Advice for Junior Engineers – Part 1

As an entry level engineer, you ideally want to absorb as much information as you can and push yourself. That’s how you’ll evolve and become a good mid-level engineer. Some things to know:

  • If you’re stuck, reach out and soon. Don’t try to figure something out for 2-3 days on your own before asking for help. But don’t overdo it and ask for help on every little thing. Don’t feel like you’re bothering people. You’re in a team, and your team exists to help one another at least in a healthy one. If someone is abrasive, that’s on them.
  • Use your team lead. Ask for feedback, and provide feedback. They’re there to help you grow and succeed
  • Let go of your ego. Many engineers let their ego prevent them from learning. This can take many shapes like small PR feedback to how you plan bigger scopes of work.
  • Understand that in most companies your job is to provide value. Understanding how your role creates value for the company is important as it’ll frame how you approach your work. You want to enable yourself to create a lot of value, which makes you valuable to the company. And that’s not just things like feature development. That can also take the shape of improving the code around you, writing good/updated docs, helping others, etc.
  • Understand that you need to bubble up what you do especially in larger organizations. Your lead will likely know your successes, but it’s always good to know how and when to send you up successes above you.
  • Network!

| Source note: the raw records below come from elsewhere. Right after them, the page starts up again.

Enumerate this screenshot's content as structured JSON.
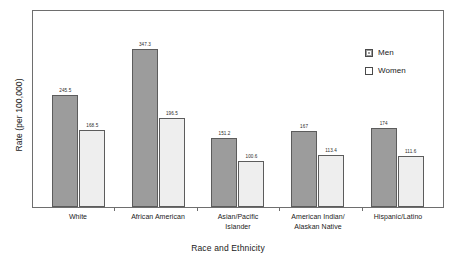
{
  "chart_data": {
    "type": "bar",
    "title": "",
    "xlabel": "Race and Ethnicity",
    "ylabel": "Rate (per 100,000)",
    "ylim": [
      0,
      400
    ],
    "grid": false,
    "legend_position": "top-right",
    "categories": [
      "White",
      "African American",
      "Asian/Pacific Islander",
      "American Indian/ Alaskan Native",
      "Hispanic/Latino"
    ],
    "category_lines": [
      [
        "White"
      ],
      [
        "African American"
      ],
      [
        "Asian/Pacific",
        "Islander"
      ],
      [
        "American Indian/",
        "Alaskan Native"
      ],
      [
        "Hispanic/Latino"
      ]
    ],
    "series": [
      {
        "name": "Men",
        "color": "#9c9c9c",
        "values": [
          245.5,
          347.3,
          151.2,
          167,
          174
        ],
        "labels": [
          "245.5",
          "347.3",
          "151.2",
          "167",
          "174"
        ]
      },
      {
        "name": "Women",
        "color": "#eeeeee",
        "values": [
          168.5,
          196.5,
          100.6,
          113.4,
          111.6
        ],
        "labels": [
          "168.5",
          "196.5",
          "100.6",
          "113.4",
          "111.6"
        ]
      }
    ]
  },
  "legend": {
    "items": [
      {
        "label": "Men"
      },
      {
        "label": "Women"
      }
    ]
  },
  "axes": {
    "x_title": "Race and Ethnicity",
    "y_title": "Rate (per 100,000)"
  },
  "colors": {
    "men_fill": "#9c9c9c",
    "women_fill": "#eeeeee",
    "border": "#5c5c5c",
    "frame": "#6e6e6e",
    "text": "#1a1a1a",
    "background": "#ffffff"
  }
}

You don’t need to be friends with everyone, but understand that the people around you will be your network in your career. People will come and go. And you’ll eventually go to another company too. You want your network to get you a new job if possible as that’s the best and easiest way to get a job.

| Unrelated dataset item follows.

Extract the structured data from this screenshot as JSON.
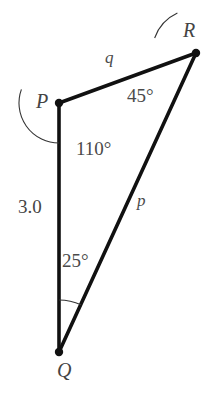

  • Keep learning. This should never end really. Ideally you learn on the job. If you’re not learning, reach out for help to help reshape what you’re doing to help you learn as you work.

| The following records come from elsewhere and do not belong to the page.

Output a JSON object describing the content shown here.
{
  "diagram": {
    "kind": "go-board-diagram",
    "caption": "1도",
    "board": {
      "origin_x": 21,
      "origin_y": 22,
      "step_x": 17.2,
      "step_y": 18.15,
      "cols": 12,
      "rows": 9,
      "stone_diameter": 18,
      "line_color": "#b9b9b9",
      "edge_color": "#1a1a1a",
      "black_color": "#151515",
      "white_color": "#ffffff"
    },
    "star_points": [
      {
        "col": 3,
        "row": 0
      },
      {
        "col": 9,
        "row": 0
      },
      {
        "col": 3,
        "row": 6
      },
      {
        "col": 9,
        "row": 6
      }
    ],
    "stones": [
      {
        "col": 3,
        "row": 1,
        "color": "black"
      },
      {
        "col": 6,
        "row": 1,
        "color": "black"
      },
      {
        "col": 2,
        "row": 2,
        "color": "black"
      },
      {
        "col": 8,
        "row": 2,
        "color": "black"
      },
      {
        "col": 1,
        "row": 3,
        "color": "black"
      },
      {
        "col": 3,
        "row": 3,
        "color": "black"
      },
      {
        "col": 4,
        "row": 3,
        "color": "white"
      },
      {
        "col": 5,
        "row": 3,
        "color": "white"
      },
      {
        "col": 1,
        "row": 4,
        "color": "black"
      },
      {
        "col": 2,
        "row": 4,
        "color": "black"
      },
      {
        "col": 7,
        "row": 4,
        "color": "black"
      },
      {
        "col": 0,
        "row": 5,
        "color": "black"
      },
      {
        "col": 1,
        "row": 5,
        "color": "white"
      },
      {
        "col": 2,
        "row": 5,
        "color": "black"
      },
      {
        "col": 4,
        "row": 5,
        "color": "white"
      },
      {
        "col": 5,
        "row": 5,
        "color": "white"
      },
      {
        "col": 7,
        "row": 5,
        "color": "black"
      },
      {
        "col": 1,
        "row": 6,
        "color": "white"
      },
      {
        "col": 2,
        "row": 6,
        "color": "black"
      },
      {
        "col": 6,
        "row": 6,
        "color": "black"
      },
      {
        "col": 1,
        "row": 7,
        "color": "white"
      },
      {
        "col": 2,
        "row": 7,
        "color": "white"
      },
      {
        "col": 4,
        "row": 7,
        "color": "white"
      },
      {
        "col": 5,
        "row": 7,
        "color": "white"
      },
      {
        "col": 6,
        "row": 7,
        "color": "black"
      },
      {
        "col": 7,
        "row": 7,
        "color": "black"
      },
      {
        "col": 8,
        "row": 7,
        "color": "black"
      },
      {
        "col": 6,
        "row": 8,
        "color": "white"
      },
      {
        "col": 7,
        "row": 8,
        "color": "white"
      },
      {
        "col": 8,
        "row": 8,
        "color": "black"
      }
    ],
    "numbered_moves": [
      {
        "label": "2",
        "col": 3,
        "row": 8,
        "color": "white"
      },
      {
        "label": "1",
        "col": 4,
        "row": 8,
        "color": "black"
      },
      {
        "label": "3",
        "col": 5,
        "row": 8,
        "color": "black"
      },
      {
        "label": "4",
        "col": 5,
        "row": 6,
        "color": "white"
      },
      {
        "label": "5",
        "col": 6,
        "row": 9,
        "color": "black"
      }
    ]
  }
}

  • Yes, respect people’s Slack statuses. If they’re do-not-disturb, then respect that. Hopefully your company has some communication guidelines to follow. If not: avoid sending a message to a very large group of people, and avoid things like @ channel because it bypasses people’s notification settings. Be mindful about how you communicate. Also apply your statuses for yourself. Do you need focus time? That’s fine, just communicate that in a way that aligns with how your team/company does it.